This is an absolute epic of a book, and one of my favourites of the year so far. With a love of nature at it's heart....in the characters, the message it sends, and the descriptions and world it's set in, it had me gripped from start to finish, and will stay with me for a long time....maybe forever : it really is 'one of those books'!
It has action, adventure, danger and drama, with great characters and an environmental message at its heart as we travel along with Harlon and Ash on their mission to find their lost sibling, battling against the sinister Automators and vying to fulfil a mysterious promise....
It's brilliant in plot, scale, scope and message, and I just can't recommend it enough!
I'm thrilled and honoured to have been asked to be a part of the blogtour for this, and to be able to share a guest post from Nicola with accompanying pictures as part of the tour in the book's first week out in the world:
ACTION!
Children often ask me what it’s LIKE being a writer. I’m never sure what to say. Mostly I say ‘well, its pretty lonely, because it’s just me and my computer’. And that’s true. My working life is spent standing in front of a desk. It certainly looks pretty solitary, but even though it looks as though there isn’t a lot going on, there’s a great deal happening inside my head.
Writing is a whole series of decisions, a constant stream of answers to the who, what, where and why of plot and characters. For me also there is a great deal of detailed questioning about how; how exactly do I write about each moment of my story, how much do I need to tell my readers, and how does that sound when it’s read aloud. That last question, about how it sounds, is incredibly important to me. I road test everything by reading it aloud. That’s partly because you really notice mistakes when you read aloud. But it’s also because I really, really want my story to be ‘ good in the mouth’ to be lovely to read aloud, to have the flow and pace of a poem.
I do a crazy amount of fiddling about with word order, changing things around until each sentence works as well as I can make it work. But this habit I think stood me in good stead when I came to write the Song that Sings Us, which is the longest book I’ve ever written - at 105 thousand words longer than my three adult novels (which were all, weirdly, 93 thousand words). I think readers are more likely to stick with a long book when it slips along nicely!
Thinking carefully about the placement of every word is helpful too when it comes to writing action sequences. I adore writing chases, fights - any scene of high tension when the details of bodies moving in physical space really matter. With these scenes, I have to slow down the mental movie that plays in my head, revealing my story as I watch it, so I see it all in slow mo.
I apply the same careful attention I pay to word order, to the placement of feet, arms, paws, noses, the play of facial expressions and the ebb and flow of thoughts and emotions that drive movement and decision. It’s like choreography, and I play action sequences over and over like related dance steps, util they feel right and real. I try not to overload these scenes with words; they need to be slow enough for readers to see every important micro moment, but not so slow that their urgency and peril is lost.
Of course Ive never been in a fight or had to run away from an assailant so I have to do research. I read things, I watch videos but nothing beats getting as close as I can to first hand experience. The snow board chase down a dangerous and unstable slope that forms a circle part of the first chapter of the Song That Sings Us should really carry a credit to my husband. He was a very talented snow boarder back in the day and he was very patient when I asked him to relive snowboarding descents down rocky and avalanche prone slopes, over and over and over again.
So if you pass my studio on a rainy winter afternoon and see me standing in the blue glow of my screen, I’m not really there, I’m on the deck of a sinking ship, or balanced on a wall with someone shooting at me. I may even be somewhere I’ve really been, on a river bank in Borneo, on the tundra in Spitzbergen, on in a canoe in Colombia, but wherever it is I’ll be watching in the slowest of slow motion, and reporting back into my story
Photo captions
1. My untidy desk
2. Whale bones in Spitzbergen
3. A page of action
4. Canoe on a tributary of the Amazon.
Check out the rest of the stops this week at the stops below:
My thanks to Nicola for the guest piece, and Firefly Press for a copy of the book to read and review.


Give the records again exactly. Pictures do not belong in the copy.

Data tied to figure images
= = = = = = =

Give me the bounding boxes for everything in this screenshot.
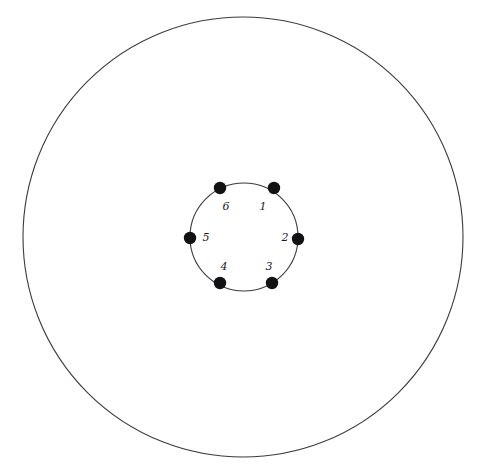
node-dot-2: [292, 233, 304, 245]
outer-circle: [23, 17, 463, 457]
node-label-5: 5: [203, 231, 210, 244]
node-label-1: 1: [260, 200, 267, 213]
node-label-2: 2: [281, 231, 289, 244]
node-label-6: 6: [223, 200, 230, 213]
node-dot-6: [214, 182, 226, 194]
node-dot-3: [266, 277, 278, 289]
node-dot-1: [268, 182, 280, 194]
concentric-circles-figure: 123456: [0, 0, 487, 472]
node-label-3: 3: [266, 260, 273, 273]
diagram-canvas: 123456: [0, 0, 487, 472]
node-dot-5: [184, 232, 196, 244]
node-dot-4: [214, 277, 226, 289]
node-label-4: 4: [220, 260, 228, 273]
node-group: 123456: [184, 182, 304, 289]
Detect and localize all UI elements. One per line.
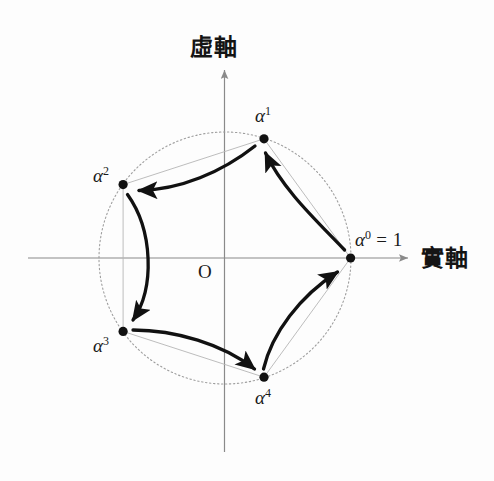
- chord-alpha4-alpha0: [264, 258, 351, 377]
- label-alpha3-base: α: [93, 335, 103, 356]
- arrow-alpha2-to-alpha3: [128, 195, 149, 321]
- point-alpha1: [259, 134, 268, 143]
- label-alpha4-exponent: 4: [265, 386, 271, 400]
- arrow-alpha4-to-alpha0: [264, 272, 338, 369]
- complex-plane-figure: 虛軸 實軸 O α1 α2 α3 α4 α0 = 1: [0, 0, 494, 481]
- label-alpha2: α2: [93, 165, 109, 185]
- point-alpha4: [259, 373, 268, 382]
- label-alpha3: α3: [93, 335, 109, 355]
- point-alpha2: [119, 180, 128, 189]
- label-alpha4: α4: [255, 387, 271, 407]
- real-axis-label: 實軸: [421, 247, 469, 270]
- chord-alpha0-alpha1: [264, 139, 351, 258]
- label-alpha0-suffix: = 1: [371, 229, 403, 250]
- figure-canvas: [0, 0, 494, 481]
- point-alpha3: [119, 327, 128, 336]
- label-alpha4-base: α: [255, 387, 265, 408]
- label-alpha2-exponent: 2: [103, 164, 109, 178]
- label-alpha2-base: α: [93, 165, 103, 186]
- origin-label: O: [198, 262, 212, 281]
- label-alpha1-exponent: 1: [265, 104, 271, 118]
- point-alpha0: [346, 253, 355, 262]
- arrow-alpha3-to-alpha4: [133, 330, 255, 369]
- label-alpha0: α0 = 1: [355, 229, 403, 249]
- label-alpha0-base: α: [355, 229, 365, 250]
- arrow-alpha0-to-alpha1: [266, 153, 345, 250]
- imaginary-axis-label: 虛軸: [190, 36, 238, 59]
- label-alpha1: α1: [255, 105, 271, 125]
- label-alpha1-base: α: [255, 105, 265, 126]
- label-alpha3-exponent: 3: [103, 334, 109, 348]
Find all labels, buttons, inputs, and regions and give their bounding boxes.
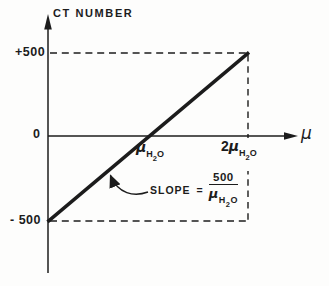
slope-equals: = (197, 184, 204, 196)
slope-numerator: 500 (209, 171, 238, 185)
mu-symbol: μ (229, 138, 239, 154)
y-tick-plus-500: +500 (15, 45, 45, 59)
y-tick-zero: 0 (33, 127, 40, 141)
mu-symbol: μ (209, 186, 219, 201)
mu-symbol: μ (136, 139, 146, 155)
x-tick-mu-h2o: μH2O (136, 139, 164, 163)
x-tick-2mu-h2o: 2μH2O (219, 138, 264, 171)
slope-leader-arrow-icon (111, 176, 149, 195)
slope-annotation: SLOPE = 500 μH2O (150, 171, 238, 209)
plot-canvas (0, 0, 329, 286)
y-tick-minus-500: - 500 (10, 213, 41, 227)
slope-fraction: 500 μH2O (209, 171, 238, 209)
y-axis-title: CT NUMBER (53, 7, 133, 19)
slope-word: SLOPE (150, 184, 191, 196)
x-axis-title: μ (301, 123, 312, 143)
ct-number-vs-mu-figure: CT NUMBER +500 0 - 500 μ μH2O 2μH2O SLOP… (0, 0, 329, 286)
y-axis-arrow-icon (44, 14, 52, 30)
slope-denominator: μH2O (209, 185, 238, 209)
x-axis-arrow-icon (284, 132, 298, 140)
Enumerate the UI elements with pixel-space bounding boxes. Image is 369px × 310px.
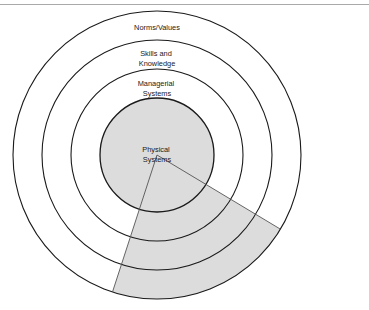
label-skills-and-knowledge-line-2: Knowledge <box>139 59 176 68</box>
label-physical-systems: Physical Systems <box>142 145 172 164</box>
label-skills-and-knowledge-line-1: Skills and <box>140 49 172 58</box>
label-norms-values: Norms/Values <box>134 23 180 32</box>
label-physical-systems-line-2: Systems <box>143 155 172 164</box>
label-norms-values-line-1: Norms/Values <box>134 23 180 32</box>
label-physical-systems-line-1: Physical <box>142 145 170 154</box>
label-skills-and-knowledge: Skills and Knowledge <box>139 49 176 68</box>
figure-root: Norms/Values Skills and Knowledge Manage… <box>0 0 369 310</box>
label-managerial-systems: Managerial Systems <box>138 79 177 98</box>
label-managerial-systems-line-1: Managerial <box>138 79 175 88</box>
label-managerial-systems-line-2: Systems <box>143 89 172 98</box>
concentric-circles-diagram: Norms/Values Skills and Knowledge Manage… <box>0 0 369 310</box>
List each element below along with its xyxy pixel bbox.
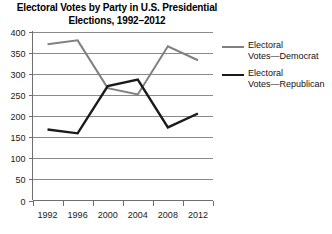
- legend-label-democrat: Electoral Votes—Democrat: [248, 40, 319, 61]
- legend-swatch-democrat: [222, 46, 244, 48]
- y-tick-label: 250: [10, 91, 25, 101]
- x-tick-label: 2004: [128, 210, 148, 220]
- y-tick-label: 50: [15, 175, 25, 185]
- x-axis-ticks: [34, 201, 214, 206]
- legend-entry-republican: Electoral Votes—Republican: [222, 68, 332, 89]
- y-tick-label: 150: [10, 133, 25, 143]
- series-line-democrat: [48, 40, 198, 94]
- y-tick-label: 300: [10, 70, 25, 80]
- x-tick-label: 1996: [68, 210, 88, 220]
- plot-area: 050100150200250300350400 199219962000200…: [0, 0, 332, 234]
- x-axis-labels: 199219962000200420082012: [38, 210, 208, 220]
- legend-swatch-republican: [222, 74, 244, 76]
- legend-label-republican: Electoral Votes—Republican: [248, 68, 325, 89]
- y-tick-label: 400: [10, 28, 25, 38]
- x-tick-label: 2008: [158, 210, 178, 220]
- chart-container: Electoral Votes by Party in U.S. Preside…: [0, 0, 332, 234]
- legend-entry-democrat: Electoral Votes—Democrat: [222, 40, 332, 61]
- y-tick-label: 100: [10, 154, 25, 164]
- x-tick-label: 2012: [188, 210, 208, 220]
- y-tick-label: 0: [20, 197, 25, 207]
- y-tick-label: 350: [10, 49, 25, 59]
- data-series: [48, 40, 198, 133]
- x-tick-label: 2000: [98, 210, 118, 220]
- y-tick-label: 200: [10, 112, 25, 122]
- y-axis-labels: 050100150200250300350400: [10, 28, 25, 207]
- x-tick-label: 1992: [38, 210, 58, 220]
- series-line-republican: [48, 80, 198, 134]
- chart-legend: Electoral Votes—DemocratElectoral Votes—…: [222, 40, 332, 96]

= = = = = = =

WRITTEN RESPONSE:
Give me the bounding boxes for everything in this screenshot.
node-dot-2: [292, 233, 304, 245]
outer-circle: [23, 17, 463, 457]
node-label-5: 5: [203, 231, 210, 244]
node-label-1: 1: [260, 200, 267, 213]
node-label-2: 2: [281, 231, 289, 244]
node-label-6: 6: [223, 200, 230, 213]
node-dot-6: [214, 182, 226, 194]
node-dot-3: [266, 277, 278, 289]
node-dot-1: [268, 182, 280, 194]
concentric-circles-figure: 123456: [0, 0, 487, 472]
node-label-3: 3: [266, 260, 273, 273]
diagram-canvas: 123456: [0, 0, 487, 472]
node-dot-5: [184, 232, 196, 244]
node-dot-4: [214, 277, 226, 289]
node-label-4: 4: [220, 260, 228, 273]
node-group: 123456: [184, 182, 304, 289]
Detect and localize all UI elements. One per line.
- chord-alpha4-alpha0: [264, 258, 351, 377]
- label-alpha3-base: α: [93, 335, 103, 356]
- arrow-alpha2-to-alpha3: [128, 195, 149, 321]
- point-alpha1: [259, 134, 268, 143]
- label-alpha4-exponent: 4: [265, 386, 271, 400]
- arrow-alpha4-to-alpha0: [264, 272, 338, 369]
- complex-plane-figure: 虛軸 實軸 O α1 α2 α3 α4 α0 = 1: [0, 0, 494, 481]
- label-alpha2: α2: [93, 165, 109, 185]
- point-alpha4: [259, 373, 268, 382]
- label-alpha3: α3: [93, 335, 109, 355]
- point-alpha2: [119, 180, 128, 189]
- label-alpha4: α4: [255, 387, 271, 407]
- real-axis-label: 實軸: [421, 247, 469, 270]
- chord-alpha0-alpha1: [264, 139, 351, 258]
- label-alpha0-suffix: = 1: [371, 229, 403, 250]
- figure-canvas: [0, 0, 494, 481]
- point-alpha3: [119, 327, 128, 336]
- label-alpha4-base: α: [255, 387, 265, 408]
- label-alpha2-exponent: 2: [103, 164, 109, 178]
- label-alpha2-base: α: [93, 165, 103, 186]
- origin-label: O: [198, 262, 212, 281]
- label-alpha1-exponent: 1: [265, 104, 271, 118]
- point-alpha0: [346, 253, 355, 262]
- arrow-alpha3-to-alpha4: [133, 330, 255, 369]
- label-alpha0: α0 = 1: [355, 229, 403, 249]
- label-alpha0-base: α: [355, 229, 365, 250]
- arrow-alpha0-to-alpha1: [266, 153, 345, 250]
- imaginary-axis-label: 虛軸: [190, 36, 238, 59]
- label-alpha1: α1: [255, 105, 271, 125]
- label-alpha1-base: α: [255, 105, 265, 126]
- label-alpha3-exponent: 3: [103, 334, 109, 348]
Find all labels, buttons, inputs, and regions and give their bounding boxes.
slope-equals: = (197, 184, 204, 196)
slope-numerator: 500 (209, 171, 238, 185)
mu-symbol: μ (229, 138, 239, 154)
y-tick-plus-500: +500 (15, 45, 45, 59)
y-tick-zero: 0 (33, 127, 40, 141)
mu-symbol: μ (209, 186, 219, 201)
mu-symbol: μ (136, 139, 146, 155)
x-tick-mu-h2o: μH2O (136, 139, 164, 163)
x-tick-2mu-h2o: 2μH2O (219, 138, 264, 171)
slope-leader-arrow-icon (111, 176, 149, 195)
slope-annotation: SLOPE = 500 μH2O (150, 171, 238, 209)
plot-canvas (0, 0, 329, 286)
y-tick-minus-500: - 500 (10, 213, 41, 227)
slope-fraction: 500 μH2O (209, 171, 238, 209)
y-axis-title: CT NUMBER (53, 7, 133, 19)
slope-word: SLOPE (150, 184, 191, 196)
x-axis-title: μ (301, 123, 312, 143)
ct-number-vs-mu-figure: CT NUMBER +500 0 - 500 μ μH2O 2μH2O SLOP… (0, 0, 329, 286)
y-axis-arrow-icon (44, 14, 52, 30)
slope-denominator: μH2O (209, 185, 238, 209)
x-axis-arrow-icon (284, 132, 298, 140)
Enumerate the UI elements with pixel-space bounding boxes. Image is 369px × 310px.
label-skills-and-knowledge-line-2: Knowledge <box>139 59 176 68</box>
label-physical-systems: Physical Systems <box>142 145 172 164</box>
label-skills-and-knowledge-line-1: Skills and <box>140 49 172 58</box>
label-norms-values: Norms/Values <box>134 23 180 32</box>
label-physical-systems-line-2: Systems <box>143 155 172 164</box>
label-norms-values-line-1: Norms/Values <box>134 23 180 32</box>
label-physical-systems-line-1: Physical <box>142 145 170 154</box>
label-skills-and-knowledge: Skills and Knowledge <box>139 49 176 68</box>
figure-root: Norms/Values Skills and Knowledge Manage… <box>0 0 369 310</box>
label-managerial-systems: Managerial Systems <box>138 79 177 98</box>
label-managerial-systems-line-1: Managerial <box>138 79 175 88</box>
label-managerial-systems-line-2: Systems <box>143 89 172 98</box>
concentric-circles-diagram: Norms/Values Skills and Knowledge Manage… <box>0 0 369 310</box>
List each element below along with its xyxy pixel bbox.
- legend-label-democrat: Electoral Votes—Democrat: [248, 40, 319, 61]
- legend-swatch-democrat: [222, 46, 244, 48]
- y-tick-label: 250: [10, 91, 25, 101]
- x-tick-label: 2004: [128, 210, 148, 220]
- y-tick-label: 50: [15, 175, 25, 185]
- x-axis-ticks: [34, 201, 214, 206]
- legend-entry-republican: Electoral Votes—Republican: [222, 68, 332, 89]
- y-tick-label: 150: [10, 133, 25, 143]
- series-line-democrat: [48, 40, 198, 94]
- y-tick-label: 300: [10, 70, 25, 80]
- x-tick-label: 1996: [68, 210, 88, 220]
- plot-area: 050100150200250300350400 199219962000200…: [0, 0, 332, 234]
- x-axis-labels: 199219962000200420082012: [38, 210, 208, 220]
- legend-swatch-republican: [222, 74, 244, 76]
- legend-label-republican: Electoral Votes—Republican: [248, 68, 325, 89]
- y-tick-label: 400: [10, 28, 25, 38]
- x-tick-label: 2008: [158, 210, 178, 220]
- chart-container: Electoral Votes by Party in U.S. Preside…: [0, 0, 332, 234]
- legend-entry-democrat: Electoral Votes—Democrat: [222, 40, 332, 61]
- y-tick-label: 100: [10, 154, 25, 164]
- x-tick-label: 2012: [188, 210, 208, 220]
- y-tick-label: 0: [20, 197, 25, 207]
- y-tick-label: 350: [10, 49, 25, 59]
- data-series: [48, 40, 198, 133]
- x-tick-label: 2000: [98, 210, 118, 220]
- y-tick-label: 200: [10, 112, 25, 122]
- y-axis-labels: 050100150200250300350400: [10, 28, 25, 207]
- x-tick-label: 1992: [38, 210, 58, 220]
- series-line-republican: [48, 80, 198, 134]
- chart-legend: Electoral Votes—DemocratElectoral Votes—…: [222, 40, 332, 96]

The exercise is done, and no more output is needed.